A 5th U.S. Circuit Court of Appeals panel in New Orleans has ruled that standard insurance policy exclusions for water and flood damage prevent Hurricane Katrina victims from recovering damages from their insurers.
“This event was excluded from coverage under the plaintiffs’ insurance policies, and under Louisiana law, we are bound to enforce the unambiguous terms of their insurance contracts as written,” Judge Carolyn King wrote for a three-judge panel on Aug. 2.
In a controversial lower court decision last November, New Orleans U.S. District Court Judge Stanwood Duval had ruled that policies with standard language from the Insurance Services Office issued by Allstate and other carriers were ambiguous and did not exclude water damage caused by negligent and intentional acts.
Judge Duval’s ruling, however, did not extend to more detailed exclusionary language in policies issued by State Farm, which excluded water damage coverage regardless of cause.

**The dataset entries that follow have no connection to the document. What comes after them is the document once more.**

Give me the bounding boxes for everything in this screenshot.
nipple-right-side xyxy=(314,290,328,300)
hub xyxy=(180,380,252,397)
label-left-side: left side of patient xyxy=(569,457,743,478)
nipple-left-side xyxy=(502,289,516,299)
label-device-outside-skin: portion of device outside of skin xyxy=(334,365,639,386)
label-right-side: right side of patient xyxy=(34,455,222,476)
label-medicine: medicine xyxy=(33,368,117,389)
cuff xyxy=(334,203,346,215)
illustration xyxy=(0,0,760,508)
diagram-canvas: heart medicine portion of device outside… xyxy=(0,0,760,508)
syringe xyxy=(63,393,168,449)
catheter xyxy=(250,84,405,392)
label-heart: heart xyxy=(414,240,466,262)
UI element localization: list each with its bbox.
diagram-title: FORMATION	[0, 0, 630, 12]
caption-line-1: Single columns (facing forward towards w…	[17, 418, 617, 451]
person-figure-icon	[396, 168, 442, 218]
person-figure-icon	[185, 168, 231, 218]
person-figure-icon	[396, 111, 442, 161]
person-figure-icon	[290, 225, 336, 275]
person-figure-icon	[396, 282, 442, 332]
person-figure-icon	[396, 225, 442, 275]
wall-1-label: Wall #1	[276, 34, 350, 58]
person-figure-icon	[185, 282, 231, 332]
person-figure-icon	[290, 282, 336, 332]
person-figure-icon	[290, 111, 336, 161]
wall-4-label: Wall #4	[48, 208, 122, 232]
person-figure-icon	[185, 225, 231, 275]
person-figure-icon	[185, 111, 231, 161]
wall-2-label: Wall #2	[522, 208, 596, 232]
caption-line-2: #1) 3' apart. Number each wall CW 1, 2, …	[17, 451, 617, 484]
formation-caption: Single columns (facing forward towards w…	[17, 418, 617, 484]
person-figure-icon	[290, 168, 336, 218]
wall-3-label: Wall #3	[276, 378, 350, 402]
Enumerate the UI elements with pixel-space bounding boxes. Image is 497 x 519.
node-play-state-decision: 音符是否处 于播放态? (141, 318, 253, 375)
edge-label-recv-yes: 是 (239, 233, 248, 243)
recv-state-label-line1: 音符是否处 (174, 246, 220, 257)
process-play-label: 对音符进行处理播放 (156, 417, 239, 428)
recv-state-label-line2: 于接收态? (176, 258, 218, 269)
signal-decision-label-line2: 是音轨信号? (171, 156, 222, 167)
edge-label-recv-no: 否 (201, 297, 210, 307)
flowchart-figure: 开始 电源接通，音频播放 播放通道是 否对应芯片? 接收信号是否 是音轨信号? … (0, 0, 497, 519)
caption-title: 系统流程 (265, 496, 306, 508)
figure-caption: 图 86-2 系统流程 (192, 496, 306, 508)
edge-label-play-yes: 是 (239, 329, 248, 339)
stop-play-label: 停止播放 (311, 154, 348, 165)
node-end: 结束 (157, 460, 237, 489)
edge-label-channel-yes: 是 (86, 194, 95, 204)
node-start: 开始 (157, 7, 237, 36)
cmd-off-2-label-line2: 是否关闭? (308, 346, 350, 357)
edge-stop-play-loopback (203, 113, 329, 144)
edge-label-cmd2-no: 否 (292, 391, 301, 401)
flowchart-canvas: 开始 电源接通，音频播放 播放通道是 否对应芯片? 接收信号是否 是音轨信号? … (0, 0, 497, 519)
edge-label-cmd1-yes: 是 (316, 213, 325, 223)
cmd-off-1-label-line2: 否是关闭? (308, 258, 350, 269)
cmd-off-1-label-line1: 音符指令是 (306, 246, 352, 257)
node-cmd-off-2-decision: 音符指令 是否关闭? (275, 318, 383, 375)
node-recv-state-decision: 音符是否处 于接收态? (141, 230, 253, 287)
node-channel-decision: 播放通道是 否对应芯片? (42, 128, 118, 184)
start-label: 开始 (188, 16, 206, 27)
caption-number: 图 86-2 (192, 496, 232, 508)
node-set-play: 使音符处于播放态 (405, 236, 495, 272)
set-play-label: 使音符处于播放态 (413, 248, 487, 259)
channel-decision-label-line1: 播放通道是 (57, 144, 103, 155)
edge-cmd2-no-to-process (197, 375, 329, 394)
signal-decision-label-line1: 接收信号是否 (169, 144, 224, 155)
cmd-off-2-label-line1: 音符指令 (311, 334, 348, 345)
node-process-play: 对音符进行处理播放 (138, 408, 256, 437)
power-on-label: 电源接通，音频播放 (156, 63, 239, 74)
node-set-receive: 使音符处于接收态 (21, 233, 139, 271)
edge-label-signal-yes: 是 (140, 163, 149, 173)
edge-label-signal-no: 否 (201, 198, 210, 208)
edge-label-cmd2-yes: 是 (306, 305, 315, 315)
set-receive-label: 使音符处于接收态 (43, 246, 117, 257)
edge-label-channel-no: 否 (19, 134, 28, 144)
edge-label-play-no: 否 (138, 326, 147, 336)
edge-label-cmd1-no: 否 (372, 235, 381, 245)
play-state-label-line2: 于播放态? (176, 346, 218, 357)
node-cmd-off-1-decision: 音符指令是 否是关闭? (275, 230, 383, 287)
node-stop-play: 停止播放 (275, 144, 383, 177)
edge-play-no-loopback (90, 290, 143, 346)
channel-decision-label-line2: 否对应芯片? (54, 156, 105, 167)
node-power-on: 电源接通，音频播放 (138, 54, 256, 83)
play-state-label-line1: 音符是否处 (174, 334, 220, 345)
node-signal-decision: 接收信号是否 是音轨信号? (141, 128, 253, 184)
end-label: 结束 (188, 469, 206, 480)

In last week’s Appeals Court decision, Judge King said: “We conclude…that even if the plaintiffs can prove that the levees were negligently designed, constructed, or maintained and that the breaches were due to this negligence, the flood exclusions in the plaintiffs’ policies unambiguously preclude their recovery.”
She added, “Regardless of what caused the failure of the flood-control structures that were put in place to prevent such a catastrophe, their failure resulted in a widespread flood that damaged the plaintiffs’ property.”
The decision potentially reverses claims filed by thousands of homeowners against Unitrin, Hanover, Encompass and Travelers insurance companies.
The language of the Appeals Court decision last week stands in stark contrast to Judge Duval’s decision last year.
Judge Duval had said that many of the insurance policies in question were ambiguous in that they did not distinguish between floods caused by an act of God (such as excessive rainfall) and floods caused by acts of man (which would include the levee breaches following Katrina’s landfall).
He pointed to the existence of clearer language in State Farm’s policy to find coverage for policyholders with other policies. “The State Farm policy does precisely what the ISO Water Exclusion Policy fails to do. It makes it clear that…there is no coverage provided for any flooding ‘regardless of the cause,’” he wrote.
Judge King, writing for the Appeals Court, saw no need to draw distinctions between natural and man-made causes of flooding in policy language.